Abstract

AbstractThe spatio‐temporal pattern of groundwater contamination at a 500 m2 fractured limestone site polluted with sewage effluent was investigated over two years. In the context of a previously defined conceptual groundwater flow model, a multidisciplinary approach involving the collection of physico‐chemical, bacteriological and biological (macro‐ and meiofauna) data was developed. Results showed that much of the sewage‐polluted water infiltrated rapidly through some large subvertical fractures at the site and circulated with little or no contaminant attenuation through the solution‐enlarged parts of a bedding joint. In such preferential contaminant paths, groundwater had low physico‐chemical and bacteriological “stability”, highest average contaminant concentrations, and a high epigean organism component. Observation of the spatial distribution of organisms a short period after flooding also suggested that contaminants circulating through these conductive fractures entered the adjacent small‐sized fissure matrix of the saturated zone.
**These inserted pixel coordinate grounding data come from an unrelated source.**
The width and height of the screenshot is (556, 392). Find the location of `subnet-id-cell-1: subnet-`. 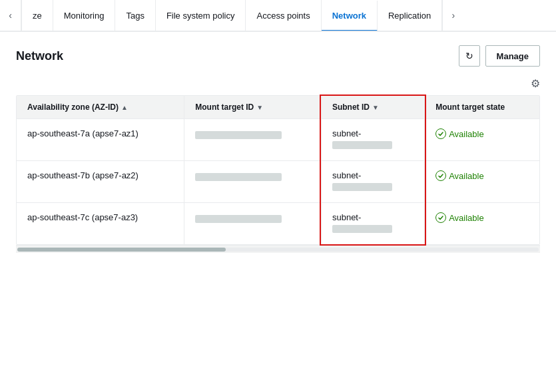

subnet-id-cell-1: subnet- is located at coordinates (373, 140).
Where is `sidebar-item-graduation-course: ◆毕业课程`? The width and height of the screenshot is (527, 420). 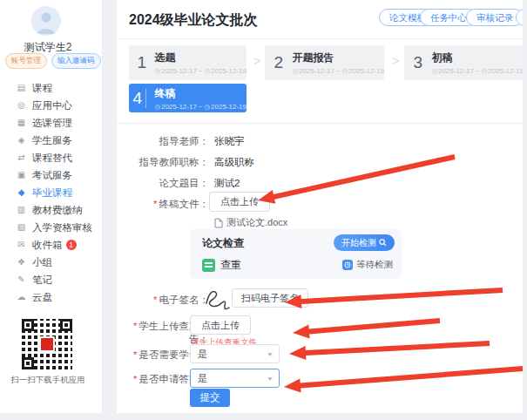 sidebar-item-graduation-course: ◆毕业课程 is located at coordinates (51, 193).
In this small aperture region of the site that was recharged by slow infiltrations of sewage‐polluted surface water, groundwater had a greater physico‐chemical and bacteriological “stability”, lowest average contaminant concentrations, and a high hypogean organism component. This lower sensitivity to surface pollution was partly due to attenuation processes such as retention of fecal indicator bacteria or nitrification of effluent ammonium which occurred in slow‐moving water parts of the unsaturated zone.